Susumba's Book bag issue 8

Page 35

SUSUMBA’SBOOKBAG July 2016

Melba by Wandeka Gayle Melba could make out the upturned soles of Edgar’s water boots from the kitchen and knew he was dead. The realization spread cold through her chest, but for the next five minutes, she stood paralyzed at the sink and watched the water pour over the Pyrex dish in which she had made the macaroni casserole they had just eaten together. They had sat across from each other chewing in silence. He had long since stopped complimenting her on the cooking and that had been the extent of their dinner conversation in the last ten years. Once, after Melba began lamenting the way the principal at her elementary school still went over her teaching plan more than she did the other teachers, and that she was certain that it was because she was the only black Caribbean woman on staff, Edgar said too much talking interfered with his digestion and so they often ate in silence thereafter. He’d always been a man of few words but when the house had been full of the noise of children, it had bothered her less. They had come fresh from Jamaica in 1985 when they were married less than six weeks. She had left her job at a small school in Mandeville to follow him to first Florida, then New York and now settled in Louisiana as a retired contractor. Then the accident took both her fourteen-year-old Eliza and sixteen year old Phillip and Melba and Edgar learned they no longer knew what to say to each other. She dried her hands on the embroidered hand towel and went out to the rose bush.
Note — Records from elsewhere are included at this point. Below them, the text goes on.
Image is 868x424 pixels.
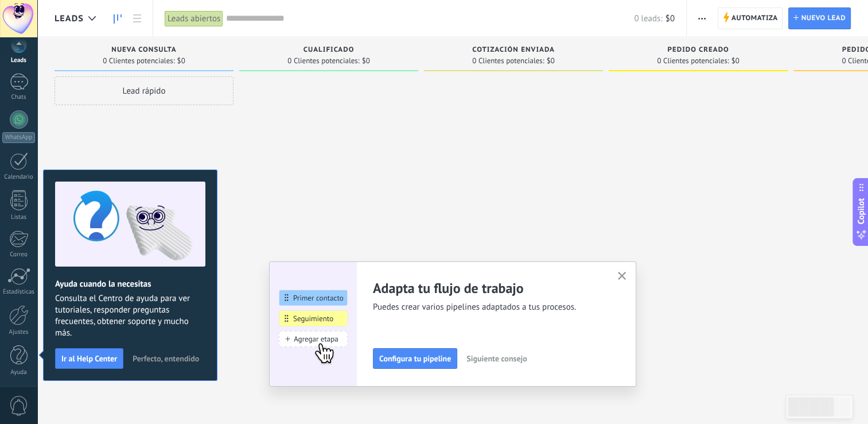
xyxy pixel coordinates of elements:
h2: Ayuda cuando la necesitas [55,278,205,290]
div: Lead rápido [54,76,234,105]
span: Nuevo lead [801,8,846,28]
span: Cotización enviada [472,46,555,54]
span: Configura tu pipeline [379,354,451,362]
div: Ajustes [2,329,36,336]
span: Perfecto, entendido [133,354,199,362]
span: $0 [362,57,370,65]
a: Lista [127,8,147,30]
span: $0 [178,57,185,65]
span: 0 Clientes potenciales: [472,57,544,65]
button: Perfecto, entendido [127,350,204,367]
a: Automatiza [718,8,783,29]
button: Más [693,8,710,29]
div: Nueva consulta [60,46,228,56]
span: Consulta el Centro de ayuda para ver tutoriales, responder preguntas frecuentes, obtener soporte ... [55,293,205,339]
span: 0 leads: [634,13,662,24]
h2: Adapta tu flujo de trabajo [373,279,604,297]
div: Chats [2,94,36,101]
button: Configura tu pipeline [373,348,457,369]
span: Puedes crear varios pipelines adaptados a tus procesos. [373,301,604,313]
span: Automatiza [731,8,778,28]
a: Nuevo lead [788,8,851,29]
div: Calendario [2,174,36,181]
span: $0 [547,57,555,65]
span: 0 Clientes potenciales: [103,57,175,65]
button: Ir al Help Center [55,348,123,369]
span: 0 Clientes potenciales: [288,57,359,65]
div: Listas [2,214,36,221]
div: Cualificado [245,46,412,56]
div: Leads abiertos [164,10,223,27]
span: Nueva consulta [111,46,176,54]
div: Pedido creado [614,46,782,56]
div: Leads [2,57,36,65]
button: Siguiente consejo [462,350,532,367]
span: Pedido creado [667,46,728,54]
div: Ayuda [2,369,36,376]
div: Correo [2,251,36,258]
div: Estadísticas [2,288,36,295]
span: Copilot [856,198,867,224]
span: $0 [731,57,740,65]
span: Leads [54,13,84,24]
span: Cualificado [304,46,354,54]
span: Siguiente consejo [466,354,527,362]
a: Leads [108,8,127,30]
div: WhatsApp [2,132,35,143]
span: 0 Clientes potenciales: [657,57,728,65]
span: Ir al Help Center [62,354,117,362]
span: $0 [666,13,675,24]
div: Cotización enviada [430,46,597,56]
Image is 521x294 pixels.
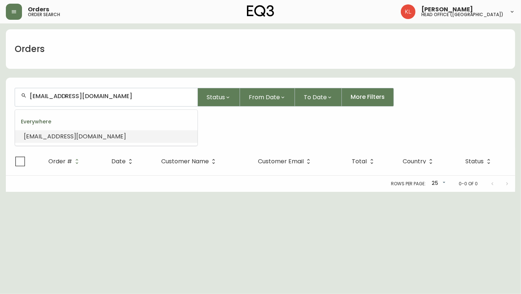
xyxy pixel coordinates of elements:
[465,158,493,165] span: Status
[240,88,295,107] button: From Date
[24,132,126,141] span: [EMAIL_ADDRESS][DOMAIN_NAME]
[401,4,415,19] img: 2c0c8aa7421344cf0398c7f872b772b5
[15,43,45,55] h1: Orders
[161,158,218,165] span: Customer Name
[295,88,342,107] button: To Date
[28,7,49,12] span: Orders
[48,159,72,164] span: Order #
[350,93,384,101] span: More Filters
[111,159,126,164] span: Date
[30,93,192,100] input: Search
[342,88,394,107] button: More Filters
[352,158,376,165] span: Total
[421,7,473,12] span: [PERSON_NAME]
[421,12,503,17] h5: head office ([GEOGRAPHIC_DATA])
[28,12,60,17] h5: order search
[247,5,274,17] img: logo
[402,158,435,165] span: Country
[15,113,197,130] div: Everywhere
[304,93,327,102] span: To Date
[458,181,477,187] p: 0-0 of 0
[48,158,82,165] span: Order #
[207,93,225,102] span: Status
[198,88,240,107] button: Status
[428,178,447,190] div: 25
[402,159,426,164] span: Country
[258,159,304,164] span: Customer Email
[465,159,484,164] span: Status
[249,93,280,102] span: From Date
[111,158,135,165] span: Date
[352,159,367,164] span: Total
[161,159,209,164] span: Customer Name
[258,158,313,165] span: Customer Email
[391,181,425,187] p: Rows per page:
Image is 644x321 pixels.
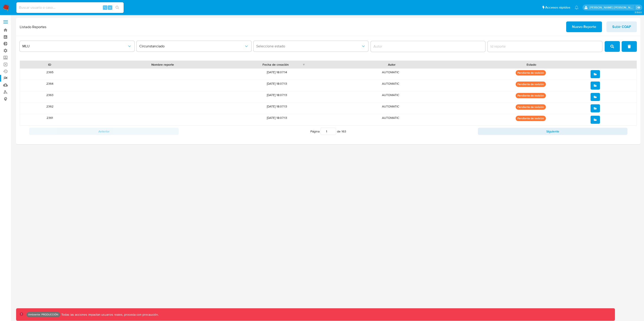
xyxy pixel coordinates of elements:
[109,5,111,10] span: s
[112,4,122,11] button: search-icon
[17,4,124,11] input: Buscar usuario o caso...
[575,6,579,10] a: Notificaciones
[104,5,107,10] span: ⌥
[636,5,641,10] a: Salir
[28,313,58,315] p: Ambiente: PRODUCCIÓN
[545,5,570,10] span: Accesos rápidos
[60,313,159,317] p: Todas las acciones impactan usuarios reales, proceda con precaución.
[589,5,634,10] p: leidy.martinez@mercadolibre.com.co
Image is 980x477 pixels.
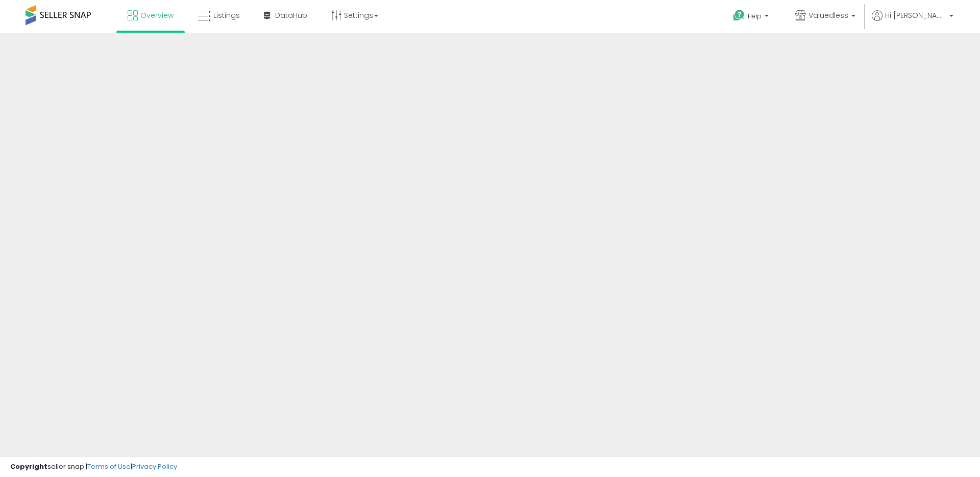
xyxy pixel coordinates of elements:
[885,10,946,20] span: Hi [PERSON_NAME]
[748,12,761,20] span: Help
[732,9,746,22] i: Get Help
[808,10,848,20] span: Valuedless
[140,10,174,20] span: Overview
[275,10,307,20] span: DataHub
[725,2,779,33] a: Help
[213,10,240,20] span: Listings
[872,10,954,33] a: Hi [PERSON_NAME]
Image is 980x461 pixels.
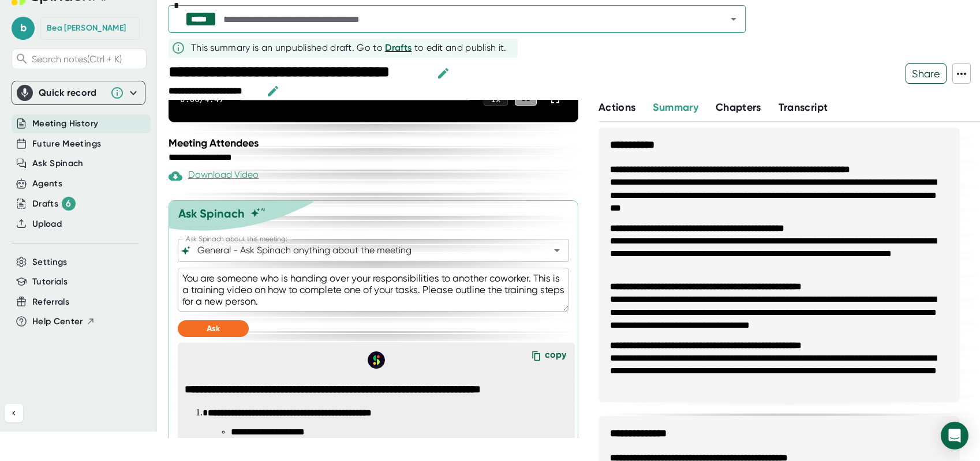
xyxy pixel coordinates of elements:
button: Meeting History [32,117,98,131]
button: Summary [653,100,698,115]
button: Drafts 6 [32,197,76,211]
div: This summary is an unpublished draft. Go to to edit and publish it. [191,41,507,55]
div: Drafts [32,197,76,211]
button: Open [726,11,742,27]
button: Referrals [32,295,69,308]
input: What can we do to help? [195,242,532,258]
div: Ask Spinach [179,206,245,220]
button: Open [549,242,565,258]
button: Settings [32,255,68,269]
div: Quick record [17,81,140,104]
div: Quick record [39,87,104,98]
span: Search notes (Ctrl + K) [32,54,143,65]
div: Meeting Attendees [168,137,584,149]
button: Future Meetings [32,137,101,150]
button: Ask [178,320,249,337]
button: Share [906,63,947,84]
button: Actions [599,100,635,115]
div: copy [545,349,566,365]
div: Download Video [168,169,259,183]
span: Actions [599,101,635,114]
span: b [12,17,35,40]
button: Agents [32,177,62,190]
div: 6 [62,197,76,211]
span: Drafts [385,42,411,53]
span: Help Center [32,315,83,328]
span: Ask [206,324,220,333]
span: Summary [653,101,698,114]
div: Open Intercom Messenger [941,421,968,449]
textarea: You are someone who is handing over your responsibilities to another coworker. This is a training... [178,268,569,311]
button: Ask Spinach [32,157,84,170]
span: Transcript [779,101,828,114]
button: Upload [32,217,62,230]
button: Drafts [385,41,411,55]
button: Collapse sidebar [4,404,23,422]
div: Bea van den Heuvel [47,23,126,34]
button: Tutorials [32,275,68,288]
button: Chapters [716,100,761,115]
span: Chapters [716,101,761,114]
span: Share [907,63,946,84]
button: Transcript [779,100,828,115]
button: Help Center [32,315,96,328]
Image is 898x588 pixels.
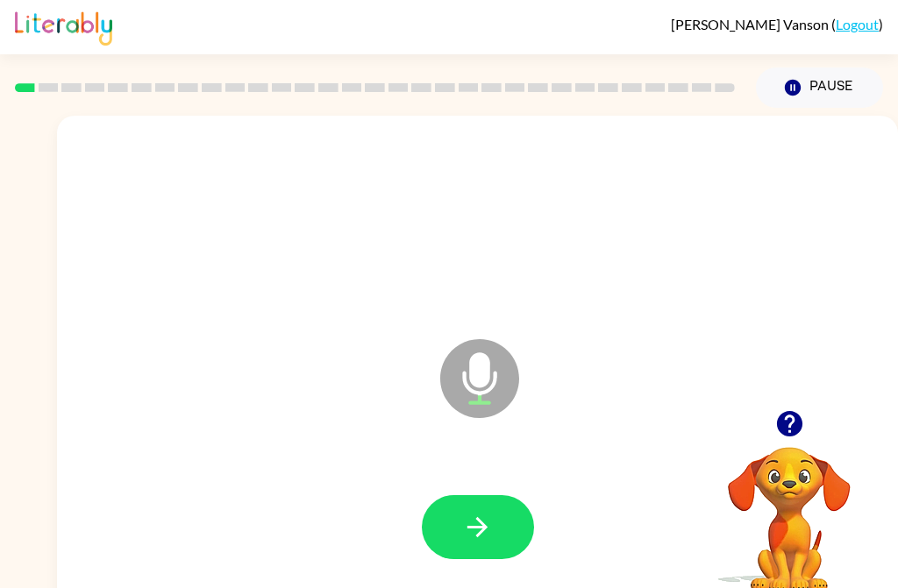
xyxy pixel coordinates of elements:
button: Pause [756,67,883,108]
span: [PERSON_NAME] Vanson [671,15,831,33]
div: ( ) [671,15,883,33]
img: Literably [14,7,113,45]
a: Logout [835,15,879,33]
She looked down on him, his hands slack around the hose that spewed water around his head. This was where they had sprinkled the ashes of their children and Edgar had insisted on planting canna lilies and roses. They never spoke about the accident but argued about cremation. Melba was Pentecostal and Edgar had rescinded the Presbyterian faith of his childhood, so in the end, the practicality of cost won out and their children became, as Melba thought about it often in disapproval, manure for roses. A reporter had taken a quote from them after the memorial service for what the media was calling, “The School Bus Tragedy.” Edgar had deferred to Melba. Melba had said simply, “It is the worst feeling to bury a child. It is far worse to bury two.”